Friday, March 31

‘People who move together’: the social power of house dance | dancing


The closure of dance floors around the world during the Covid lockdowns didn’t harm the popularity of house and dance music. Instead it had a creative resurgence, as heard in albums such as Lady Gaga’s Chromatica and Dua Lipa’s Future Nostalgia, which gave an escapist sense of dancing in the clubs. Both musicians said they wanted to give people happiness during challenging times.

House dance moves, too, boomed in popularity. The tutorials given by Mike Bredy AKA “Noodles” on TikTok went viral. Like many, I couldn’t stop smiling while practicing as Bredy demonstrated basic steps such as the jumping, stomping “farmer” or the “skate” with its side-to-side leg and arm movements. Bredy, a 44-year-old New York native, Switzerland-based dancer and teacher, decided to provide a moment of fun for people to get through the pandemic – “even if it was just for one minute”.

Release … Berliners sing and dance on top of the Berlin Wall to celebrate the opening of East-West German borders. Photograph: Thomas Kienzle/AP

It’s been observed that during times of significant world change, the popularity of house music peaks as people look for a way to release all their pent-up stress and energy on the dance floor. Think of the German youth dancing during the fall of the Berlin Wall, inspired by the tunes that came out of 1980s Detroit and Chicago, or LGBTQ people finding a family in the face of marginalization in society.

House music and dance have accompanied recent protests such as the Freedom to Dance rally in London in the summer of 2021, to encourage the lifting of Covid restrictions in the music and hospitality sectors. At the global Black Lives Matter demonstrations against police brutality and racism in 2020, people sometimes danced to the Electric Slide, a 22-step sequence incorporating the grapevine move. Such dances bring forth messages of community to those who are thought of as outsiders.

“The way we communicate on the dance floor is non-verbal, and this is part of why it’s so important to society as it provides other ways of being together than our day-to-day lives allow,” says Ruth Pethybridge, a senior lecturer in dance at the University of Falmouth. “Relationships and communities are created between people who move together.”

Mike 'Noodles' Bredy leads dancers on TikTok.
Mike ‘Noodles’ Bredy leads house dancers on TikTok. Photograph: @mrbredydff

Pethybridge believes that house dance, a form of social freestyle dance, enables people to create their own signature styles through its high levels of improvisation and wide variety of stylistic influences. These include African dance (the rhythmic sounds of the drums, footwork and movement of the torso in harmony with the music); Caribbean and Afro-Latin dance; and Brazilian martial arts capoeira with its graceful acrobatic movements. Other influences include jazz, tap and voguing combined with fast and intricate footwork, jacking, lofting and floorwork similar to breakdancing. This mixture “is part of what makes it a community that can welcome difference and is often associated with ideas of freedom,” says Pethybridge.

House dance emerged from Chicago and New York clubs in the late 1970s and 80s as a descendant of the post-disco era. DJs were experimenting with new ways of mixing and remixing records to keep people dancing for extended periods. House dance was freeing, intuitive and unrestricted as it exists and evolves as a social practice rather than having set rules to follow, which can be the case in ballet and ballroom. Such formalized styles of dance incorporate technical systems and are designed for performance. Comparable to the disco genre, house is a counterculture transcending sexual and racial identity.

Sekou Heru, a 53-year-old dancer and choreographer, started out as a B-boy at the age of 10 and moved to New York aged 17 to pursue a career in the mecca of dance. At that time, says Heru, most of the trendy clubs that played house music had drag queens on the door. “They were the closest things to knowing that you were going to be safe as they would read people at the door and deny access to certain people.” House dance spread around the US mainly due to the New York dancers who went to universities in places such as Baltimore and Washington DC, bringing club music with them and forming house music and dance communities.

Heru now teaches house dance around the world with a method he created called Rhythmmetrics which combines dance, fitness, martial arts and “sacred geometry”. Like other forms of street and social dance, house dance remains popular due to its ability to take different forms as our world becomes ever more interconnected – as demonstrated by the Haitian-Canadian record producer and DJ Kaytranada with his unique fusion of dance, house, electronic and hip-hop music, as well as the dancers who bring their own hybrid experiences to the dance floors.

“Dance styles like house resist becoming too fixed and institutionalized, meaning they have endless potential to evolve and change,” says Pethybridge. “Which is surely what we need for society too.”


# [REQUIRED WORK]
A word-for-word copy of the listing is needed. Retype it in full.

+-------+

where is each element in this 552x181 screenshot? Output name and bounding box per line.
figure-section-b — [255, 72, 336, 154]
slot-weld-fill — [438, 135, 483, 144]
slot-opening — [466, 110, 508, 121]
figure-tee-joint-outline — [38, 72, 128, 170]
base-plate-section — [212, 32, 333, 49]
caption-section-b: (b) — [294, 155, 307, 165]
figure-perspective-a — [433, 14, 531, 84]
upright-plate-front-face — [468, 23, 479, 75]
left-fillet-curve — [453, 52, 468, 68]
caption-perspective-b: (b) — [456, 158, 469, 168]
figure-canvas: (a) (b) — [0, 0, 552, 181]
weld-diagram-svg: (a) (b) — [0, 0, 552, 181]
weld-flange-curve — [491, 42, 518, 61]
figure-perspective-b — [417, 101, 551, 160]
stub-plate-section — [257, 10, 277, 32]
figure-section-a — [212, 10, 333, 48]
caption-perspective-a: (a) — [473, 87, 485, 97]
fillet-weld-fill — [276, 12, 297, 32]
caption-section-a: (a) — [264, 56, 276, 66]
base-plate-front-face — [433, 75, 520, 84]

+-------+

# [WRITTEN SOLUTION]
where is each element in this 552x181 screenshot? Output name and bounding box per line.
figure-section-b — [255, 72, 336, 154]
slot-weld-fill — [438, 135, 483, 144]
slot-opening — [466, 110, 508, 121]
figure-tee-joint-outline — [38, 72, 128, 170]
base-plate-section — [212, 32, 333, 49]
caption-section-b: (b) — [294, 155, 307, 165]
figure-perspective-a — [433, 14, 531, 84]
upright-plate-front-face — [468, 23, 479, 75]
left-fillet-curve — [453, 52, 468, 68]
caption-perspective-b: (b) — [456, 158, 469, 168]
figure-canvas: (a) (b) — [0, 0, 552, 181]
weld-diagram-svg: (a) (b) — [0, 0, 552, 181]
weld-flange-curve — [491, 42, 518, 61]
figure-perspective-b — [417, 101, 551, 160]
stub-plate-section — [257, 10, 277, 32]
figure-section-a — [212, 10, 333, 48]
caption-perspective-a: (a) — [473, 87, 485, 97]
fillet-weld-fill — [276, 12, 297, 32]
caption-section-a: (a) — [264, 56, 276, 66]
base-plate-front-face — [433, 75, 520, 84]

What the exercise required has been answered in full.